New members are always welcome as long as they're not incorrigible idiots
.
How this might translate into sustaining a reasonable equilibrium number of members to keep the chat interesting, I'm not sure. There are (very) occasional videos on Youtube where people take a look through the Nexus forum although they seem to attract very little attention. It's not something that the YT algorithm pushes to the top in any case.
On that note, I don't particularly foresee us maintaining an 'official' presence on Twitter or any of the other usual social media platforms either, while I get the impression that perhaps MAPS, for example, does. Perhaps this raises the question of whether the forum, along with the chat and the wiki, suffice as our sole presence in the world.

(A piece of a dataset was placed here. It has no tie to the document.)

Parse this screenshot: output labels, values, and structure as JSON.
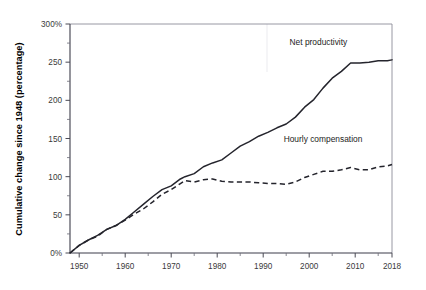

The point about time zones is also relevant to me. Being an English-speaking forum, it's not so surprising there's a bias towards the American side of the Atlantic - in Europe there's a wider choice of languages and thus one more barrier to engagement, however slight.
I think to a certain extent we simply have to accept the marginal nature of a curated forum on psychoactive plants. It would be wise to consider what the contingency might be if the 'ebb' exceeds the 'flow' by too great of a degree - and sometimes it looks that way to me too. At a baseline level my suggestion is to make an effort to include as much up to date news on psychedelics as we can. This should help us in the act of seeming to be relevant to the modern day seeker.
JustB612's recent suggestion elsewhere on the forum of tidying up some of the topics (e.g., Phalaris information) ties into this. If we're presenting reliable information about psychoactives it requires an ongoing input of curation. That ultimately falls back to us moderators and we'll do what we can in that respect.
If any Nexus members are willing to prepare specific and detailed lists of topics that require curating, moving, merging and otherwise tinkering with, that would be immensely helpful.
“There is a way of manipulating matter and energy so as to produce what modern scientists call 'a field of force'. The field acts on the observer and puts him in a privileged position vis-à-vis the universe. From this position he has access to the realities which are ordinarily hidden from us by time and space, matter and energy. This is what we call the Great Work."